SURF COUNTY USA : REPORTER’S NOTEBOOK : It Wasn’t Heavy, It Was Just My First Surfboard
Little Joel Buonassissi, age 10, stood at the water’s edge at Bolsa Chica State Beach. He was garbed in a neoprene-and-nylon wet suit with bright, neon colors, the style that has become de rigueur for today’s young surf generation.
“Hey, wanna see my new surfboard? It’s cool. It like weighs 2 pounds,” he chirped.
He then proudly pushed his board toward me. It was new, there was no doubt about that. The body of the board had neither a ding nor a scratch. As I turned the board, the sun’s rays glinted off the three short bottom fins. It stood just 5 feet, 2 inches. And the whole thing couldn’t have weighed more than 5 1/2 pounds. Six pounds, tops.
Joel is a grommet, one of those kids on the beach who live to surf, who idolize the pros--including many of the world’s top surfers who arrive on Huntington Beach’s shore this week for the Op Pro Surfing Championship, the largest surfing event on the U.S. mainland.
With his new surfboard and hot-looking wet suit, Joel was truly a state-of-the-art Southern California youngster. So I asked him if this was his first new surfboard. He giggled.
“Naw,” he said, “It’s my eighth.”
With the average cost of junior-size surfboards at $200 to $300, Joel’s garage must be heavily guarded. His parents in Seal Beach must have found a tunnel to Ft. Knox.
Quite a contrast to my first surfboard. I was an 18-year-old ex-swimmer from Wilson High School in East Los Angeles, and my board was large, a 9-foot, 6-inch fiberglass Velzy model. It was used. Half was owned by a friend of mine who had a car, so it stayed in his garage.
It cost $90 and was one of the few prized possessions I had. It was so wide and heavy that carrying it was a two-person job. You could do it yourself, but you had to hoist it over your shoulders and balance it on your head. It weighed a ton.
My friend had this little MG sports car, and we would stick the behemoth behind the front seats and head south to the beach. Of course, getting out of City Terrace in East Los Angeles with a surfboard on top of your car in the late 1960s was always interesting. But if I was stopped by the local hoods, I would say I stole the board from some blond-haired surfers. They seemed to like that and never gave me any problems.
In those days, my friend and I used to head for Orange County and Tin Can Beach, the area now known as Bolsa Chica State Beach. Then, you could park free on both sides of Pacific Coast Highway. When you got bored with surfing, you could watch a speedboat pull water-skiers on the highway’s inland side, where an ecological preserve is now located.
Surfing was simpler then. All you needed was a board, some wax and, if you were lucky, a wet suit. The wet suits, which were made of rubber, were unlined and chafed your armpits raw.
The big debate at the time wasn’t whether you were going to smash your board “off the lip” of a wave, or pull a floater, but whether you paddled “prone” or on your knees.
When we had time, we drove down to Main Street by the Huntington Beach Pier and checked out the surf shops, such as The Greek or Chuck Dent’s store.
If you surfed Huntington, sooner or later you had to have a Greek or one of Chuck Dent’s boards.
Most of the boards then had single skegs, which serve as a rudder. They were huge, lethal-looking things that stuck out from the bottom of the board about 10 to 12 inches.
Today, skegs are called fins. And Joel’s peers wouldn’t be caught dead with a single- fin board. It’s got to have three.
Oh, there are purists who still prefer single-fin boards. But to youngsters such as Joel, they are as ancient as black-and-white TVs--or 1960s vintage surfers.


[TASK DETAILS]
Go through the material below and please tally the lines that hold the word "name"; the number alone is the answer.

== RECORD SET

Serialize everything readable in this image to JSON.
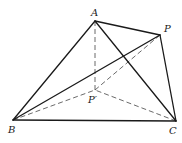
{
  "diagram": {
    "points": {
      "A": {
        "label": "A",
        "x": 95,
        "y": 21,
        "lx": 91,
        "ly": 16
      },
      "P": {
        "label": "P",
        "x": 160,
        "y": 35,
        "lx": 164,
        "ly": 32
      },
      "B": {
        "label": "B",
        "x": 13,
        "y": 120,
        "lx": 8,
        "ly": 133
      },
      "C": {
        "label": "C",
        "x": 176,
        "y": 121,
        "lx": 169,
        "ly": 134
      },
      "P1": {
        "label": "P′",
        "x": 95,
        "y": 90,
        "lx": 88,
        "ly": 103
      }
    },
    "solid_segments": [
      [
        "A",
        "B"
      ],
      [
        "A",
        "C"
      ],
      [
        "A",
        "P"
      ],
      [
        "P",
        "C"
      ],
      [
        "B",
        "C"
      ],
      [
        "B",
        "P"
      ]
    ],
    "dashed_segments": [
      [
        "A",
        "P1"
      ],
      [
        "B",
        "P1"
      ],
      [
        "C",
        "P1"
      ],
      [
        "P1",
        "P"
      ]
    ]
  }
}
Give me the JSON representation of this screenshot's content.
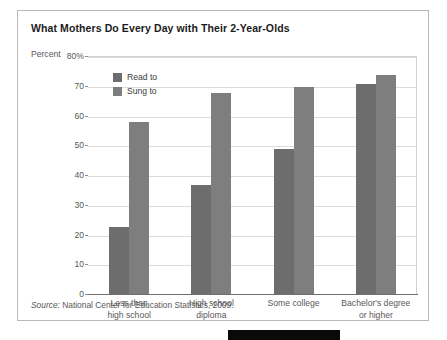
{
  "figure": {
    "title": "What Mothers Do Every Day with Their 2-Year-Olds",
    "axis_caption": "Percent",
    "source_label": "Source:",
    "source_text": " National Center for Education Statistics, 2009."
  },
  "colors": {
    "read_to": "#6d6d6d",
    "sung_to": "#7e7e7e",
    "gridline": "#dcdcdc",
    "axis": "#6f6f6f",
    "card_border": "#b9b9b9",
    "title_text": "#1b1b1b",
    "label_text": "#585858",
    "marker": "#0a0a0a"
  },
  "chart_data": {
    "type": "bar",
    "title": "What Mothers Do Every Day with Their 2-Year-Olds",
    "xlabel": "",
    "ylabel": "Percent",
    "ylim": [
      0,
      80
    ],
    "yticks": [
      0,
      10,
      20,
      30,
      40,
      50,
      60,
      70,
      80
    ],
    "ytick_labels": [
      "0",
      "10",
      "20",
      "30",
      "40",
      "50",
      "60",
      "70",
      "80%"
    ],
    "grid": true,
    "legend_position": "inside-top-left",
    "categories": [
      "Less than high school",
      "High school diploma",
      "Some college",
      "Bachelor's degree or higher"
    ],
    "category_lines": [
      [
        "Less than",
        "high school"
      ],
      [
        "High school",
        "diploma"
      ],
      [
        "Some college",
        ""
      ],
      [
        "Bachelor's degree",
        "or higher"
      ]
    ],
    "series": [
      {
        "name": "Read to",
        "values": [
          23,
          37,
          49,
          71
        ]
      },
      {
        "name": "Sung to",
        "values": [
          58,
          68,
          70,
          74
        ]
      }
    ],
    "source": "Source: National Center for Education Statistics, 2009."
  }
}
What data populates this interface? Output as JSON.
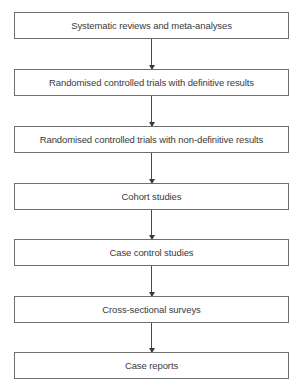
{
  "diagram": {
    "type": "flowchart",
    "orientation": "top-to-bottom",
    "nodes": [
      {
        "label": "Systematic reviews and meta-analyses"
      },
      {
        "label": "Randomised controlled trials with definitive results"
      },
      {
        "label": "Randomised controlled trials with non-definitive results"
      },
      {
        "label": "Cohort studies"
      },
      {
        "label": "Case control studies"
      },
      {
        "label": "Cross-sectional surveys"
      },
      {
        "label": "Case reports"
      }
    ],
    "edges": [
      {
        "from": 0,
        "to": 1
      },
      {
        "from": 1,
        "to": 2
      },
      {
        "from": 2,
        "to": 3
      },
      {
        "from": 3,
        "to": 4
      },
      {
        "from": 4,
        "to": 5
      },
      {
        "from": 5,
        "to": 6
      }
    ],
    "colors": {
      "border": "#6e6e6e",
      "text": "#3a3a3a",
      "arrow": "#4a4a4a",
      "background": "#ffffff"
    }
  }
}
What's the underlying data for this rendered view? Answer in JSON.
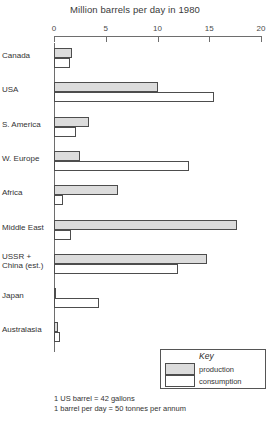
{
  "chart_data": {
    "type": "bar",
    "title": "Million barrels per day in 1980",
    "xlabel": "",
    "ylabel": "",
    "xlim": [
      0,
      20
    ],
    "ticks": [
      "0",
      "5",
      "10",
      "15",
      "20"
    ],
    "tick_values": [
      0,
      5,
      10,
      15,
      20
    ],
    "grid": false,
    "orientation": "horizontal",
    "legend_position": "bottom-right",
    "categories": [
      "Canada",
      "USA",
      "S. America",
      "W. Europe",
      "Africa",
      "Middle East",
      "USSR + China (est.)",
      "Japan",
      "Australasia"
    ],
    "series": [
      {
        "name": "production",
        "values": [
          1.7,
          10.0,
          3.4,
          2.5,
          6.2,
          17.7,
          14.8,
          0.1,
          0.4
        ]
      },
      {
        "name": "consumption",
        "values": [
          1.5,
          15.5,
          2.1,
          13.0,
          0.9,
          1.6,
          12.0,
          4.3,
          0.6
        ]
      }
    ]
  },
  "axis": {
    "ticks": [
      {
        "label": "0",
        "value": 0
      },
      {
        "label": "5",
        "value": 5
      },
      {
        "label": "10",
        "value": 10
      },
      {
        "label": "15",
        "value": 15
      },
      {
        "label": "20",
        "value": 20
      }
    ]
  },
  "categories": [
    {
      "label": "Canada",
      "line2": ""
    },
    {
      "label": "USA",
      "line2": ""
    },
    {
      "label": "S. America",
      "line2": ""
    },
    {
      "label": "W. Europe",
      "line2": ""
    },
    {
      "label": "Africa",
      "line2": ""
    },
    {
      "label": "Middle East",
      "line2": ""
    },
    {
      "label": "USSR +",
      "line2": "China (est.)"
    },
    {
      "label": "Japan",
      "line2": ""
    },
    {
      "label": "Australasia",
      "line2": ""
    }
  ],
  "legend": {
    "title": "Key",
    "production_label": "production",
    "consumption_label": "consumption"
  },
  "footnotes": {
    "line1": "1 US barrel = 42 gallons",
    "line2": "1 barrel per day = 50 tonnes per annum"
  },
  "colors": {
    "production_fill": "#dcdcdc",
    "consumption_fill": "#ffffff",
    "bar_stroke": "#4d4d4d",
    "axis": "#6e6e6e",
    "text": "#333333"
  }
}
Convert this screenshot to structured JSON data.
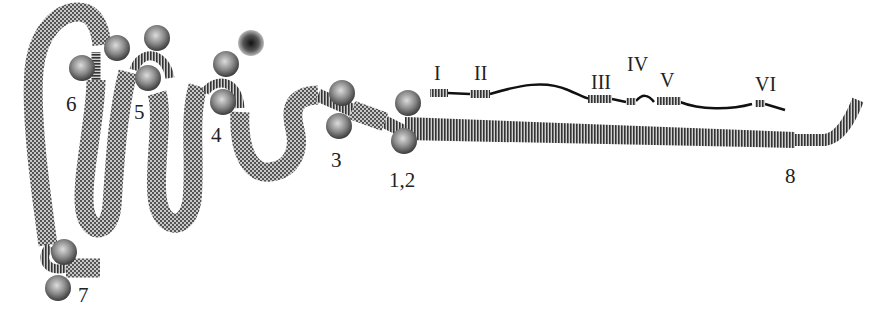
{
  "figure": {
    "type": "protein domain diagram",
    "colors": {
      "coil": "#8a8a8a",
      "helix": "#6e6e6e",
      "ball": "#7d7d7d",
      "dark_ball": "#3a3a3a",
      "line": "#111111",
      "text": "#222222"
    },
    "site_labels": [
      {
        "id": "6",
        "text": "6"
      },
      {
        "id": "5",
        "text": "5"
      },
      {
        "id": "4",
        "text": "4"
      },
      {
        "id": "3",
        "text": "3"
      },
      {
        "id": "1_2",
        "text": "1,2"
      },
      {
        "id": "7",
        "text": "7"
      },
      {
        "id": "8",
        "text": "8"
      }
    ],
    "segment_labels": [
      {
        "id": "I",
        "text": "I"
      },
      {
        "id": "II",
        "text": "II"
      },
      {
        "id": "III",
        "text": "III"
      },
      {
        "id": "IV",
        "text": "IV"
      },
      {
        "id": "V",
        "text": "V"
      },
      {
        "id": "VI",
        "text": "VI"
      }
    ]
  }
}
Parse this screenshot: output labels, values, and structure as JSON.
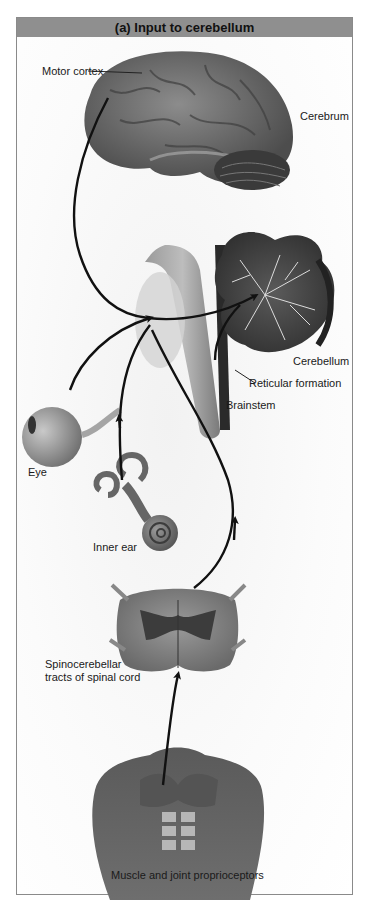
{
  "figure": {
    "title": "(a) Input to cerebellum",
    "labels": {
      "motor_cortex": "Motor cortex",
      "cerebrum": "Cerebrum",
      "cerebellum": "Cerebellum",
      "reticular_formation": "Reticular formation",
      "brainstem": "Brainstem",
      "eye": "Eye",
      "inner_ear": "Inner ear",
      "spinocerebellar_line1": "Spinocerebellar",
      "spinocerebellar_line2": "tracts of spinal cord",
      "proprioceptors": "Muscle and joint proprioceptors"
    },
    "colors": {
      "header_bg": "#8f8f8f",
      "frame_border": "#8a8a8a",
      "arrow": "#111111",
      "tissue_dark": "#4a4a4a",
      "tissue_mid": "#7a7a7a"
    }
  }
}
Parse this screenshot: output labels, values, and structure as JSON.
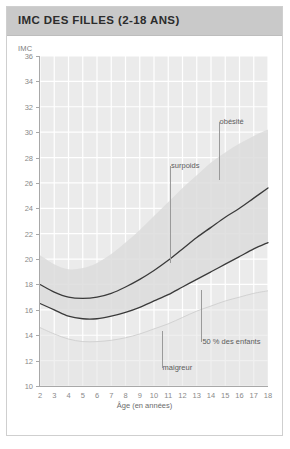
{
  "header": {
    "title": "IMC DES FILLES (2-18 ANS)"
  },
  "colors": {
    "header_band": "#c9c9c9",
    "card_background": "#ffffff",
    "plot_background": "#ebebeb",
    "gridline": "#ffffff",
    "curve": "#3a3a3a",
    "band_fill": "#dcdcdc",
    "axis": "#a8a8a8",
    "tick_text": "#8a8a8a",
    "annotation_text": "#5c5c5c"
  },
  "chart_data": {
    "type": "line",
    "title": "IMC DES FILLES (2-18 ANS)",
    "subtitle": "",
    "xlabel": "Âge (en années)",
    "ylabel": "IMC",
    "xlim": [
      2,
      18
    ],
    "ylim": [
      10,
      36
    ],
    "grid": true,
    "legend_position": "inline-annotations",
    "xticks": [
      2,
      3,
      4,
      5,
      6,
      7,
      8,
      9,
      10,
      11,
      12,
      13,
      14,
      15,
      16,
      17,
      18
    ],
    "yticks": [
      10,
      12,
      14,
      16,
      18,
      20,
      22,
      24,
      26,
      28,
      30,
      32,
      34,
      36
    ],
    "x": [
      2,
      3,
      4,
      5,
      6,
      7,
      8,
      9,
      10,
      11,
      12,
      13,
      14,
      15,
      16,
      17,
      18
    ],
    "series": [
      {
        "name": "surpoids",
        "role": "overweight-threshold-curve",
        "style": "solid-dark-line",
        "values": [
          18.0,
          17.4,
          17.0,
          16.9,
          17.0,
          17.3,
          17.8,
          18.4,
          19.1,
          19.9,
          20.8,
          21.7,
          22.5,
          23.3,
          24.0,
          24.8,
          25.6
        ]
      },
      {
        "name": "50 % des enfants",
        "role": "median-curve",
        "style": "solid-dark-line",
        "values": [
          16.5,
          16.0,
          15.5,
          15.3,
          15.3,
          15.5,
          15.8,
          16.2,
          16.7,
          17.2,
          17.8,
          18.4,
          19.0,
          19.6,
          20.2,
          20.8,
          21.3
        ]
      }
    ],
    "bands": [
      {
        "name": "obésité",
        "role": "obesity-band-upper-edge",
        "fill": "#dcdcdc",
        "values": [
          20.3,
          19.6,
          19.2,
          19.3,
          19.7,
          20.4,
          21.3,
          22.3,
          23.4,
          24.5,
          25.6,
          26.6,
          27.6,
          28.4,
          29.1,
          29.7,
          30.2
        ]
      },
      {
        "name": "maigreur",
        "role": "thinness-band-lower-edge",
        "fill": "#e3e3e3",
        "values": [
          14.6,
          14.1,
          13.7,
          13.5,
          13.5,
          13.6,
          13.8,
          14.1,
          14.5,
          14.9,
          15.4,
          15.9,
          16.3,
          16.7,
          17.0,
          17.3,
          17.5
        ]
      }
    ],
    "annotations": [
      {
        "label": "obésité",
        "x": 14.6,
        "y": 30.8,
        "leader_to_y": 26.2
      },
      {
        "label": "surpoids",
        "x": 11.2,
        "y": 27.3,
        "leader_to_y": 19.7
      },
      {
        "label": "50 % des enfants",
        "x": 13.4,
        "y": 13.5,
        "leader_to_y": 17.6
      },
      {
        "label": "maigreur",
        "x": 10.6,
        "y": 11.4,
        "leader_to_y": 14.3
      }
    ]
  }
}
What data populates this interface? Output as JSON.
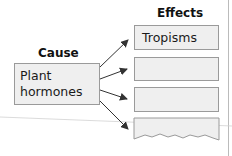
{
  "diagram": {
    "cause": {
      "heading": "Cause",
      "label_line1": "Plant",
      "label_line2": "hormones"
    },
    "effects": {
      "heading": "Effects",
      "items": [
        {
          "label": "Tropisms"
        },
        {
          "label": ""
        },
        {
          "label": ""
        },
        {
          "label": ""
        }
      ]
    },
    "colors": {
      "box_fill": "#efefef",
      "box_border": "#9a9a9a",
      "arrow": "#333333"
    }
  }
}
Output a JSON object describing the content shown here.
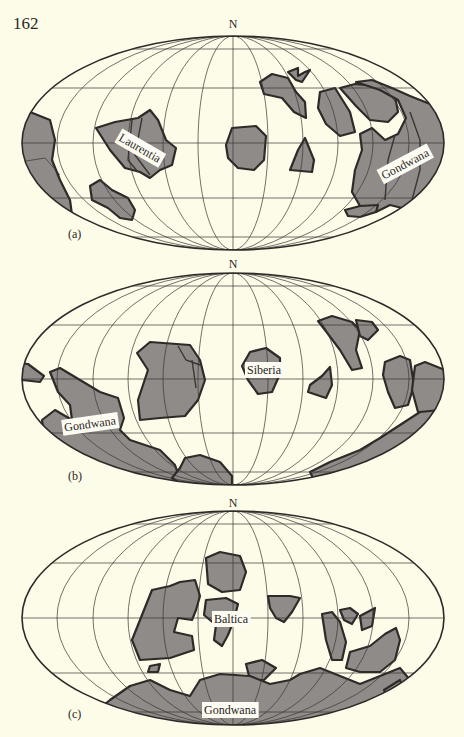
{
  "page_number": "162",
  "colors": {
    "background": "#fdfce9",
    "continent_fill": "#8f8b88",
    "outline": "#2e2a28"
  },
  "maps": [
    {
      "id": "a",
      "panel_label": "(a)",
      "north_label": "N",
      "continent_labels": [
        {
          "text": "Laurentia",
          "x": 140,
          "y": 148,
          "rotate": 30
        },
        {
          "text": "Gondwana",
          "x": 405,
          "y": 164,
          "rotate": -28
        }
      ]
    },
    {
      "id": "b",
      "panel_label": "(b)",
      "north_label": "N",
      "continent_labels": [
        {
          "text": "Siberia",
          "x": 264,
          "y": 370,
          "rotate": 0
        },
        {
          "text": "Gondwana",
          "x": 90,
          "y": 424,
          "rotate": -8
        }
      ]
    },
    {
      "id": "c",
      "panel_label": "(c)",
      "north_label": "N",
      "continent_labels": [
        {
          "text": "Baltica",
          "x": 231,
          "y": 619,
          "rotate": 0
        },
        {
          "text": "Gondwana",
          "x": 230,
          "y": 710,
          "rotate": 0
        }
      ]
    }
  ]
}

====

[SOLUTION]
8